Perhaps "I" should be for "Impossible." The impossibility of escape (ultimately at least). A Simenon-like conceit. The protagonist finds that he has a month to live, give or take a day. A contrived, clichéd conceit? Perhaps.
The author is a highly accomplished book designer. The publisher, the Random House group, is the company he works for. One of his book design team designed the little volume. Cozy. A small press feel. The copyright is held not in the name of the author but by the Kiplingesque Dravot & Carnehan Inc, which happens to be the name of the advertising firm that the protagonist, the ever-dying Ambrose Zephyr, a creative type with a fascination with typefaces and travel brochures, has found employment with for many years.
{ Ironic that. Ambrose: Ambrosia, elixir of life. And Zephyr, the good old west wind, Shelley's vehicle for a spiritual rebirth. }
It's first incarnation in print for me was as an excerpt. It was published, if memory serves me, in the spring of 2006 with the then title The Grand Tour of Ambrose Zephyr. A small, slim paper covered edition of 35 pages (give or take a page), the alphabet running down the narrow spine in tiny typeface, the upper cover sporting an image of a vintage suitcase. Very much a promotional teaser. I read it and was hooked. Wanted to read more. Felt right. Sounded good. (Probably worth something if signed.) And then, eventually, I forgot about it. That is, until the day my wife the librarian who gave me the said teaser dropped the first trade edition in my lap, retitled and ready to go. A bit of a memory jog, but it started to come back to me.
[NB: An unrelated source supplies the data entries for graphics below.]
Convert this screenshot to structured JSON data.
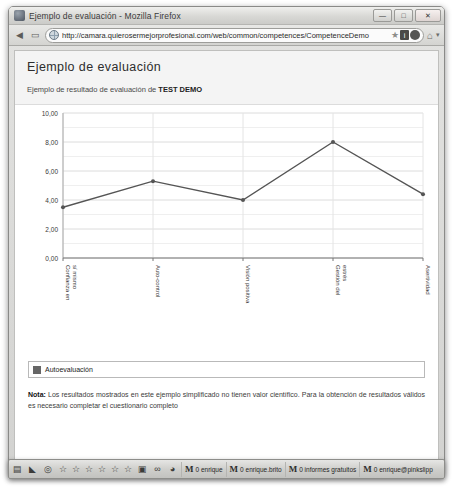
{
  "window": {
    "title": "Ejemplo de evaluación - Mozilla Firefox",
    "icon": "firefox-icon",
    "minimize_label": "—",
    "maximize_label": "□",
    "close_label": "✕"
  },
  "navbar": {
    "back_icon": "back-arrow-icon",
    "forward_icon": "forward-arrow-icon",
    "url": "http://camara.quierosermejorprofesional.com/web/common/competences/CompetenceDemo",
    "star_icon": "★",
    "info_icon": "i",
    "reader_icon": "reader-icon",
    "home_icon": "⌂",
    "caret": "▾"
  },
  "page": {
    "title": "Ejemplo de evaluación",
    "subtitle_prefix": "Ejemplo de resultado de evaluación de ",
    "subtitle_strong": "TEST DEMO",
    "note_label": "Nota:",
    "note_text": " Los resultados mostrados en este ejemplo simplificado no tienen valor científico. Para la obtención de resultados válidos es necesario completar el cuestionario completo"
  },
  "chart_data": {
    "type": "line",
    "title": "",
    "xlabel": "",
    "ylabel": "",
    "ylim": [
      0,
      10
    ],
    "yticks": [
      "0,00",
      "2,00",
      "4,00",
      "6,00",
      "8,00",
      "10,00"
    ],
    "ytick_values": [
      0,
      2,
      4,
      6,
      8,
      10
    ],
    "grid": true,
    "legend_position": "bottom",
    "categories": [
      "Confianza en sí mismo",
      "Auto-control",
      "Visión positiva",
      "Gestión del estrés",
      "Asertividad"
    ],
    "series": [
      {
        "name": "Autoevaluación",
        "color": "#555555",
        "values": [
          3.5,
          5.3,
          4.0,
          8.0,
          4.4
        ]
      }
    ]
  },
  "taskbar": {
    "icons": [
      "notes-icon",
      "triangle-icon",
      "clock-icon",
      "star-icon",
      "star-icon",
      "star-icon",
      "star-icon",
      "star-icon",
      "star-icon",
      "mail-badge-icon",
      "link-icon",
      "shield-icon"
    ],
    "tasks": [
      {
        "icon": "gmail-icon",
        "label": "0 enrique"
      },
      {
        "icon": "gmail-icon",
        "label": "0 enrique.brito"
      },
      {
        "icon": "gmail-icon",
        "label": "0 informes gratuitos"
      },
      {
        "icon": "gmail-icon",
        "label": "0 enrique@pinkslipp"
      }
    ]
  }
}
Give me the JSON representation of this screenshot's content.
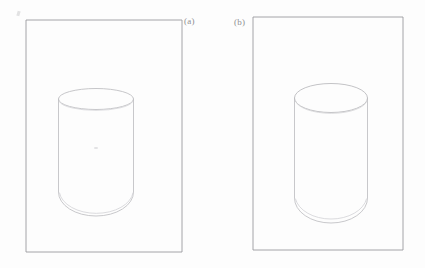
{
  "figure": {
    "type": "line-drawing",
    "medium": "pencil sketch on white paper",
    "background_color": "#fdfdfd",
    "stroke_color": "#b9b9bc",
    "frame_color": "#9a9a9e",
    "label_color": "#8f8f92",
    "panels": [
      {
        "id": "a",
        "label": "(a)",
        "label_position": "outside right of frame, top",
        "frame": {
          "x": 26,
          "y": 20,
          "width": 156,
          "height": 232
        },
        "shape": {
          "name": "cylinder",
          "top_ellipse": {
            "cx": 96,
            "cy": 99,
            "rx": 37.5,
            "ry": 10.5
          },
          "body": {
            "left_x": 58.5,
            "right_x": 133.5,
            "top_y": 99,
            "bottom_y": 196
          },
          "bottom_arc": {
            "cx": 96,
            "cy": 196,
            "rx": 37.5,
            "ry": 22
          },
          "bottom_style": "rounded",
          "interior_mark": {
            "cx": 96,
            "cy": 148,
            "note": "faint smudge"
          }
        }
      },
      {
        "id": "b",
        "label": "(b)",
        "label_position": "outside left of frame, top",
        "frame": {
          "x": 253,
          "y": 17,
          "width": 150,
          "height": 233
        },
        "shape": {
          "name": "cylinder",
          "top_ellipse": {
            "cx": 331,
            "cy": 98,
            "rx": 36.5,
            "ry": 14.5
          },
          "body": {
            "left_x": 294.5,
            "right_x": 367.5,
            "top_y": 98,
            "bottom_y": 202
          },
          "bottom_arc": {
            "cx": 331,
            "cy": 202,
            "rx": 36.5,
            "ry": 23
          },
          "bottom_style": "rounded"
        }
      }
    ],
    "stray_marks": [
      {
        "name": "pencil-tick",
        "x": 17,
        "y": 11,
        "description": "small faint stray pencil tick near top-left of sheet"
      }
    ]
  }
}
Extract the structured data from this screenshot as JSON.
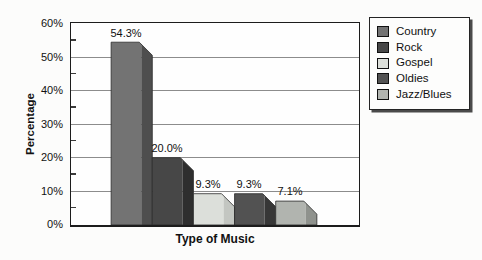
{
  "chart_data": {
    "type": "bar",
    "title": "",
    "xlabel": "Type of Music",
    "ylabel": "Percentage",
    "ylim": [
      0,
      60
    ],
    "y_major_step": 10,
    "y_minor_step": 5,
    "y_tick_labels": [
      "60%",
      "50%",
      "40%",
      "30%",
      "20%",
      "10%",
      "0%"
    ],
    "grid": "horizontal-major",
    "bar_style": "3d-beveled",
    "legend_position": "right",
    "categories": [
      "Country",
      "Rock",
      "Gospel",
      "Oldies",
      "Jazz/Blues"
    ],
    "values": [
      54.3,
      20.0,
      9.3,
      9.3,
      7.1
    ],
    "value_labels": [
      "54.3%",
      "20.0%",
      "9.3%",
      "9.3%",
      "7.1%"
    ],
    "legend": [
      "Country",
      "Rock",
      "Gospel",
      "Oldies",
      "Jazz/Blues"
    ],
    "bar_colors": [
      {
        "face": "#737373",
        "side": "#4e4e4e"
      },
      {
        "face": "#474747",
        "side": "#2e2e2e"
      },
      {
        "face": "#dcdfda",
        "side": "#c3c6c1"
      },
      {
        "face": "#525252",
        "side": "#373737"
      },
      {
        "face": "#b1b4af",
        "side": "#8f928d"
      }
    ],
    "grid_color": "#8c8c8c",
    "axis_color": "#1c1c1c",
    "text_color": "#111111"
  }
}
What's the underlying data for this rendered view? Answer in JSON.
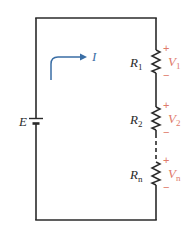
{
  "diagram": {
    "type": "series-circuit",
    "colors": {
      "wire": "#2a2a2a",
      "current": "#3a6ea5",
      "voltage": "#e07a6a"
    },
    "source": {
      "label": "E"
    },
    "current": {
      "label": "I"
    },
    "resistors": [
      {
        "label": "R",
        "sub": "1",
        "voltage_label": "V",
        "voltage_sub": "1",
        "plus": "+",
        "minus": "−"
      },
      {
        "label": "R",
        "sub": "2",
        "voltage_label": "V",
        "voltage_sub": "2",
        "plus": "+",
        "minus": "−"
      },
      {
        "label": "R",
        "sub": "n",
        "voltage_label": "V",
        "voltage_sub": "n",
        "plus": "+",
        "minus": "−"
      }
    ]
  }
}
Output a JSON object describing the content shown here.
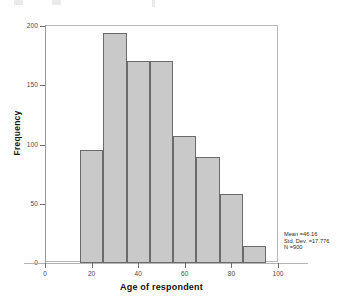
{
  "chart_data": {
    "type": "bar",
    "subtype": "histogram",
    "title": "",
    "xlabel": "Age of respondent",
    "ylabel": "Frequency",
    "xlim": [
      0,
      100
    ],
    "ylim": [
      0,
      200
    ],
    "xticks": [
      0,
      20,
      40,
      60,
      80,
      100
    ],
    "yticks": [
      0,
      50,
      100,
      150,
      200
    ],
    "xtick_labels": [
      "0",
      "20",
      "40",
      "60",
      "80",
      "100"
    ],
    "ytick_labels": [
      "0",
      "50",
      "100",
      "150",
      "200"
    ],
    "grid": false,
    "legend": null,
    "bin_width": 10,
    "bin_edges": [
      15,
      25,
      35,
      45,
      55,
      65,
      75,
      85,
      95
    ],
    "categories": [
      "15-25",
      "25-35",
      "35-45",
      "45-55",
      "55-65",
      "65-75",
      "75-85",
      "85-95"
    ],
    "bin_centers": [
      20,
      30,
      40,
      50,
      60,
      70,
      80,
      90
    ],
    "values": [
      95,
      193,
      170,
      170,
      107,
      89,
      58,
      14
    ],
    "bar_color": "#c9c9c9",
    "bar_edge_color": "#6b6b6b",
    "annotations": {
      "mean_label": "Mean =46.16",
      "std_dev_label": "Std. Dev. =17.776",
      "n_label": "N =900"
    }
  },
  "axes": {
    "y_title": "Frequency",
    "x_title": "Age of respondent"
  },
  "stats": {
    "mean": "Mean =46.16",
    "std_dev": "Std. Dev. =17.776",
    "n": "N =900"
  }
}
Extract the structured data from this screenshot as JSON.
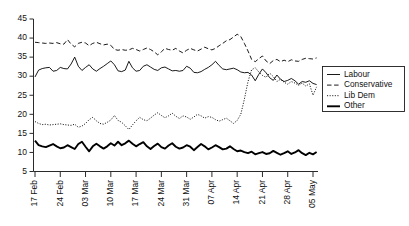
{
  "chart_data": {
    "type": "line",
    "title": "",
    "subtitle": "",
    "xlabel": "",
    "ylabel": "",
    "grid": false,
    "ylim": [
      5,
      45
    ],
    "yticks": [
      5,
      10,
      15,
      20,
      25,
      30,
      35,
      40,
      45
    ],
    "ytick_labels": [
      "5",
      "10",
      "15",
      "20",
      "25",
      "30",
      "35",
      "40",
      "45"
    ],
    "xtick_labels": [
      "17 Feb",
      "24 Feb",
      "03 Mar",
      "10 Mar",
      "17 Mar",
      "24 Mar",
      "31 Mar",
      "07 Apr",
      "14 Apr",
      "21 Apr",
      "28 Apr",
      "05 May"
    ],
    "xtick_days": [
      0,
      7,
      14,
      21,
      28,
      35,
      42,
      49,
      56,
      63,
      70,
      77
    ],
    "x_range_days": [
      0,
      78
    ],
    "legend_position": "right",
    "legend_entries": [
      "Labour",
      "Conservative",
      "Lib Dem",
      "Other"
    ],
    "series": [
      {
        "name": "Labour",
        "style": "solid",
        "linewidth": "thin",
        "color": "#000000",
        "values": [
          29.8,
          31.6,
          32.0,
          32.2,
          32.3,
          31.3,
          31.5,
          32.3,
          32.0,
          31.9,
          33.2,
          35.0,
          32.6,
          31.5,
          32.3,
          33.0,
          31.9,
          31.3,
          32.0,
          32.6,
          33.3,
          34.0,
          33.0,
          31.4,
          31.2,
          31.6,
          33.9,
          32.2,
          31.3,
          31.5,
          32.6,
          33.0,
          32.4,
          31.8,
          31.5,
          32.2,
          32.4,
          31.9,
          31.4,
          31.5,
          31.3,
          31.5,
          32.6,
          32.1,
          31.0,
          30.9,
          31.2,
          31.8,
          32.3,
          33.0,
          33.9,
          32.8,
          31.9,
          31.7,
          31.9,
          32.1,
          31.7,
          31.1,
          30.9,
          31.0,
          30.3,
          28.8,
          30.5,
          31.9,
          30.9,
          29.6,
          28.9,
          30.3,
          29.2,
          28.6,
          28.9,
          29.4,
          28.8,
          27.9,
          28.6,
          28.4,
          28.8,
          28.1,
          27.8
        ]
      },
      {
        "name": "Conservative",
        "style": "dashed",
        "linewidth": "thin",
        "color": "#000000",
        "values": [
          38.9,
          38.8,
          38.7,
          38.6,
          38.7,
          38.6,
          38.8,
          38.5,
          38.4,
          39.6,
          38.4,
          37.7,
          38.6,
          38.9,
          38.7,
          38.0,
          38.6,
          38.9,
          38.5,
          38.2,
          38.4,
          38.1,
          37.0,
          36.8,
          37.0,
          36.8,
          36.9,
          37.3,
          37.0,
          36.6,
          37.0,
          37.4,
          37.0,
          36.4,
          35.6,
          36.4,
          37.3,
          37.0,
          36.8,
          37.3,
          36.6,
          36.1,
          36.8,
          37.3,
          36.9,
          36.6,
          37.1,
          37.6,
          37.2,
          36.9,
          37.3,
          38.0,
          38.6,
          39.3,
          39.6,
          40.3,
          41.0,
          40.4,
          38.6,
          36.6,
          34.4,
          33.8,
          34.6,
          35.3,
          34.0,
          33.3,
          34.1,
          34.4,
          33.8,
          34.2,
          33.8,
          34.3,
          34.0,
          33.9,
          34.4,
          34.7,
          34.6,
          34.5,
          34.8
        ]
      },
      {
        "name": "Lib Dem",
        "style": "dotted",
        "linewidth": "thin",
        "color": "#000000",
        "values": [
          18.1,
          17.6,
          17.3,
          17.4,
          17.2,
          17.3,
          17.4,
          17.5,
          17.3,
          17.2,
          17.1,
          17.4,
          16.6,
          16.9,
          17.6,
          18.6,
          19.2,
          18.3,
          17.6,
          17.4,
          17.9,
          18.5,
          19.7,
          18.4,
          17.9,
          17.0,
          16.0,
          17.2,
          18.3,
          19.2,
          18.6,
          18.3,
          19.0,
          19.8,
          20.4,
          19.7,
          19.1,
          19.6,
          20.3,
          19.5,
          18.9,
          19.6,
          19.3,
          18.7,
          19.3,
          20.0,
          19.6,
          19.0,
          19.4,
          19.2,
          18.6,
          18.2,
          18.6,
          19.0,
          18.3,
          17.6,
          18.4,
          20.0,
          24.0,
          28.6,
          31.7,
          32.2,
          31.1,
          30.2,
          29.7,
          30.8,
          29.9,
          28.6,
          29.2,
          28.4,
          27.9,
          28.6,
          28.2,
          27.6,
          28.2,
          27.4,
          28.0,
          25.0,
          27.2
        ]
      },
      {
        "name": "Other",
        "style": "solid",
        "linewidth": "thick",
        "color": "#000000",
        "values": [
          13.1,
          11.9,
          11.6,
          11.4,
          11.8,
          12.2,
          11.6,
          11.1,
          11.3,
          11.9,
          11.4,
          10.9,
          12.2,
          12.8,
          11.5,
          10.3,
          11.6,
          12.3,
          11.6,
          11.0,
          11.6,
          12.4,
          11.8,
          12.8,
          11.9,
          12.4,
          13.1,
          12.3,
          11.6,
          12.2,
          12.7,
          11.6,
          10.9,
          11.7,
          12.3,
          11.4,
          11.0,
          11.8,
          12.4,
          11.5,
          11.0,
          11.3,
          11.9,
          11.5,
          10.6,
          11.4,
          12.2,
          11.6,
          10.8,
          11.3,
          11.9,
          11.4,
          10.8,
          11.0,
          11.6,
          10.9,
          10.3,
          10.5,
          10.1,
          9.8,
          10.2,
          9.5,
          9.8,
          10.1,
          9.6,
          9.8,
          10.4,
          9.9,
          9.4,
          9.8,
          10.3,
          9.6,
          10.0,
          10.6,
          9.8,
          9.3,
          9.9,
          9.5,
          10.1
        ]
      }
    ]
  },
  "legend": {
    "items": [
      {
        "label": "Labour",
        "style": "solid-thin"
      },
      {
        "label": "Conservative",
        "style": "dashed"
      },
      {
        "label": "Lib Dem",
        "style": "dotted"
      },
      {
        "label": "Other",
        "style": "solid-thick"
      }
    ]
  }
}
The finished product is designed to resemble a leather journal, much like the Chatwinian Moleskin journals that have become fashionable. It sports two camels on the dustwrapper, a one-humped Arabian Dromedary facing the upper cover (west?), and a shorter legged two-humped Asiatic, or Bactrian camel facing the rear cover (east?). ('Bactrian' conjures up images of Alexander the Great . . . .) Chocolate-brown cloth-covered boards with a small, neat typeface in gilt upon the spine. For a dustwrapper designer it must have been a difficult decision to choose from so many images offered up by the text: a statue of Peter Pan (apt that) in Kensington Gardens, a painting by Rembrandt, the labyrinth of Chartres, antiquarian books, the pyramids of Giza, the Rokeby Venus, travel brochures, type blocks, the Hagia Sofia, Venice. . . perhaps tempting for a collage, or shadow-box a là Nick Bantock, but I guess that's been done. So, it is the moleskin journal and camels. The journal is important for it is the framing device of the very novel itself, and the camels are symbolic of Ambrose's imagination. As a youth with a fascination with typefaces, he would copy the lettering on cigarette packages, packages sporting images of camels, a source of imaginative escape and dreams. {Faint trade winds, the Peter Pan image hovers. . .} Ambrose Zephyr retains his youthful imagination, retains his ability to see the past, retains the ability to see far distant shores, conjuring history before his eyes while looking into the past. Ambrose, as adult, is perhaps a representative modern type, reflecting western traits of modernity: a professional nearing 50 years of age, married to a professional, childless, holding onto youthful imagination.
A. Z. over Z. A. These initials appear upon the spine of the dustwrapper. Ambrose Zephyr, and Zappora "Zipper" Ashkenazi, his wife. They reflect high-end fashion and design lifestyles. A childless professional couple living in fashionable London. Their emotions seem refracted, or cooly faceted, condensed within this grand melodrama. Two introverts who, though different (Wuthering Heights is the dullest of books to Ambrose, yet Zipper has lost count how many times she has read the novel), seem to fit like two letters in a devoted space. There is a yin and yang quality to them; a love story, muted in the silences of each other's quiet imaginations. Ambrose has thirty days to live and Zipper has thirty days to die, symbolically that is. Ambrose desires the movement of the old fashioned Grand Tour guided by the 26 letters of the western alphabet, a last chance to visit and revisit the locales of his imagination and his past, A is for Amsterdam, B is for Berlin, C is for Chartres. . . .
Minor characters are gently drawn, like Mr. Umtata, Ambrose's tailor, and an aged Florentine man with failing sight, perhaps the ghost of Ambrose's unattainable senescence.
It is a clever, well-constructed, laconically written novel, and upon finishing, one naturally returns to the beginning for in the end is the beginning.
The typeface chosen for the book is Filosofia, a typeface designed in 1996 by Zuzana Licko (yes, two z's and two a's). A typeface described as being able to provide "good readability in smaller text sizes." Seems apt for the novel itself.